Edward Ernest Stocker was born on August 31, 1922 in Sheerness and educated at Sheerness Junior Technical School. He joined the RAF as an aircraft apprentice in January 1938 and trained as an aircraft engine fitter. With the outbreak of war in September 1938 the three-year course was truncated by eight months. Stocker graduated in March 1940 and left for Boscombe Down, the home of the Aeroplane and Armament Experimental Establishment, and where he gained experience on a wide variety of aircraft, many just coming into service with the RAF. With the introduction into service of the four-engine heavy bombers, a new aircrew trade of flight engineer was created. Ex-apprentices were ideally qualified so Stocker volunteered and began his training, which he described as ‘minimal’ in May 1941. Of the initial group of twelve, he was one of only two to survive the war.

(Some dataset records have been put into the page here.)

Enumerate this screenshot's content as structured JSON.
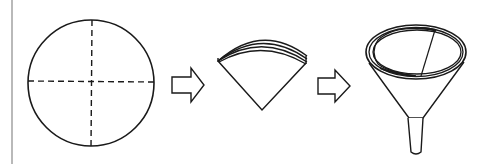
{
  "diagram": {
    "description": "Folding a circular filter paper into a cone and placing it into a funnel",
    "steps": [
      {
        "id": "step-1",
        "label": "Circular filter paper with fold lines"
      },
      {
        "id": "step-2",
        "label": "Paper folded into quarter (fan shape)"
      },
      {
        "id": "step-3",
        "label": "Opened cone placed in funnel"
      }
    ],
    "arrows": [
      {
        "from": "step-1",
        "to": "step-2"
      },
      {
        "from": "step-2",
        "to": "step-3"
      }
    ],
    "colors": {
      "stroke": "#1a1a1a",
      "background": "#ffffff",
      "border": "#8a8a8a"
    }
  }
}
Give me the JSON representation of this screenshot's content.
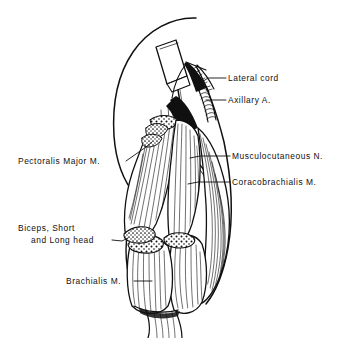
{
  "figure": {
    "background_color": "#ffffff",
    "ink_color": "#101010",
    "width": 359,
    "height": 338
  },
  "labels": {
    "lateral_cord": "Lateral cord",
    "axillary_artery": "Axillary A.",
    "musculocutaneous_nerve": "Musculocutaneous N.",
    "coracobrachialis": "Coracobrachialis M.",
    "pectoralis_major": "Pectoralis Major M.",
    "biceps_line1": "Biceps, Short",
    "biceps_line2": "and Long head",
    "brachialis": "Brachialis M."
  },
  "structures": {
    "syringe": "syringe-with-needle",
    "retracted_muscle_arc": "pectoralis-major-retracted-edge",
    "cut_muscle_ends": "stippled-cut-muscle-surface",
    "muscle_striations": "longitudinal-muscle-fiber-hatching",
    "vessel": "coiled-axillary-artery",
    "nerve_cord": "hatched-lateral-cord"
  }
}
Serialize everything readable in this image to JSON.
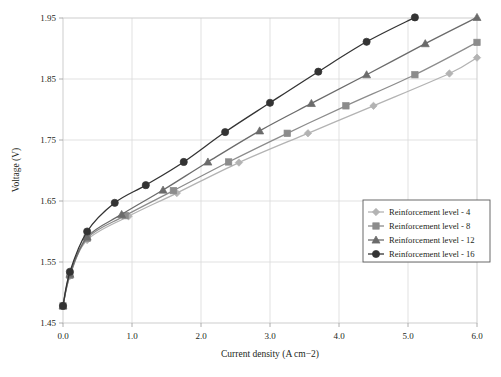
{
  "chart_data": {
    "type": "line",
    "title": "",
    "xlabel": "Current density (A cm−2)",
    "ylabel": "Voltage (V)",
    "xlim": [
      0.0,
      6.0
    ],
    "ylim": [
      1.45,
      1.95
    ],
    "xticks": [
      "0.0",
      "1.0",
      "2.0",
      "3.0",
      "4.0",
      "5.0",
      "6.0"
    ],
    "yticks": [
      "1.45",
      "1.55",
      "1.65",
      "1.75",
      "1.85",
      "1.95"
    ],
    "grid": true,
    "legend_position": "lower right",
    "series": [
      {
        "name": "Reinforcement level - 4",
        "marker": "diamond",
        "color": "#b3b3b3",
        "x": [
          0.0,
          0.1,
          0.35,
          0.95,
          1.65,
          2.55,
          3.55,
          4.5,
          5.6,
          6.0
        ],
        "y": [
          1.478,
          1.527,
          1.586,
          1.625,
          1.663,
          1.713,
          1.761,
          1.806,
          1.859,
          1.885
        ]
      },
      {
        "name": "Reinforcement level - 8",
        "marker": "square",
        "color": "#8c8c8c",
        "x": [
          0.0,
          0.1,
          0.35,
          0.9,
          1.6,
          2.4,
          3.25,
          4.1,
          5.1,
          6.0
        ],
        "y": [
          1.478,
          1.528,
          1.589,
          1.626,
          1.667,
          1.714,
          1.761,
          1.806,
          1.857,
          1.91
        ]
      },
      {
        "name": "Reinforcement level - 12",
        "marker": "triangle",
        "color": "#6b6b6b",
        "x": [
          0.0,
          0.1,
          0.35,
          0.85,
          1.45,
          2.1,
          2.85,
          3.6,
          4.4,
          5.25,
          6.0
        ],
        "y": [
          1.478,
          1.53,
          1.591,
          1.628,
          1.668,
          1.714,
          1.765,
          1.81,
          1.857,
          1.908,
          1.951
        ]
      },
      {
        "name": "Reinforcement level - 16",
        "marker": "circle",
        "color": "#333333",
        "x": [
          0.0,
          0.1,
          0.35,
          0.75,
          1.2,
          1.75,
          2.35,
          3.0,
          3.7,
          4.4,
          5.1
        ],
        "y": [
          1.478,
          1.534,
          1.6,
          1.647,
          1.676,
          1.714,
          1.763,
          1.811,
          1.862,
          1.911,
          1.951
        ]
      }
    ]
  },
  "legend": {
    "entries": [
      {
        "label": "Reinforcement level - 4"
      },
      {
        "label": "Reinforcement level - 8"
      },
      {
        "label": "Reinforcement level - 12"
      },
      {
        "label": "Reinforcement level - 16"
      }
    ]
  }
}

With just thirteen hours flying time he was posted to No. 35 Squadron, the first to be equipped with the new Handley Page four-engine bomber. Stocker flew his first operation on October 11 when the target was the Krupps works at Essen. His second operation ended with a crash landing after the aircraft ran out of fuel close to base. Stocker transferred to a new Halifax squadron, No. 102, at the end of the year and over the next few months he attacked targets in France and Germany. In August 1942 he re-joined No. 35 Squadron, which had just been assigned to the new Pathfinder Force. He flew on one of the earliest sorties made by the force when his crew marked the target at Karlsruhe. He flew throughout the so-called Battle of the Ruhr in 1943 and when he had completed forty-seven operations he was awarded the DFC. After converting to the Lancaster,

Stocker joined No. 7 Squadron, having also received instruction as a bomb aimer to add to his flight engineer duties. On February 19, 1944 he flew his first operation in the Lancaster when the target was Leipzig. He flew a further eight before transferring in April to a new Pathfinder squadron, No. 582 based at Little Staughton near Bedford. Throughout the spring and summer of 1944 he attacked targets in France during the build-up to D-Day. His sixty-eighth sortie on June 10, 1944 was the first time he flew with the master bomber, a task that required the aircraft to remain over the target to direct the main force, sometimes as many as 700 bombers. Over the next few weeks he was to fly in the master bomber’s crew on numerous occasions including the attack on Walcheren Island on October 3.

Although overdue for a rest, Stocker continued to fly and on April 9, 1945 he attacked Kiel, his one hundredth operation, a record achieved by very few others. At the end of the month he was in the force that attacked Hitler’s ‘Eagle’s Nest’ at Berchtesgaden. His final operation was to drop food to the starving Dutch population during Operation Manna. Stocker was assigned to ‘Tiger Force’, squadrons of RAF heavy bombers preparing to fly to the Pacific to bomb targets in Japan but the two atom bombs were dropped before the force could deploy.

After the war, Stocker was in the crew of one of three Lancasters that took Air Chie Marshal Sir Arthur ‘Bomber’ Harris on a tour to South America, returning via the Caribbean and the United States. He later flew with Transport Command and in August 1948 began training as a pilot. On completion he flew modified Lancasters in Coastal Command and at the end of 1951 went to the USA to convert to Lockheed Neptune maritime aircraft. He piloted one of the first two back to the UK to form No. 217 Squadron. His final tour in the RAF was as adjutant to No. 652 Air Observation Squadron flying Austers in Germany. Increasing deafness brought his remarkable career in the RAF to an end in September 1956 when he left to forge a successful civilian career, initially in aeronautical engineering and then in the petro-chemical industry. He finally retired in 1989. He was a founder member of the Little Staughton Pathfinder Association, attended squadron reunions and maintained his links with the Halton Aircraft Apprentice Association.

His war memoirs ‘A Pathfinder’s War’ were published in 2009. Ted Stocker died on December 8. He married Stella Symonds in 1943 who died. His second wife Pat predeceased him. Three sons and two daughters from his first marriage survive him.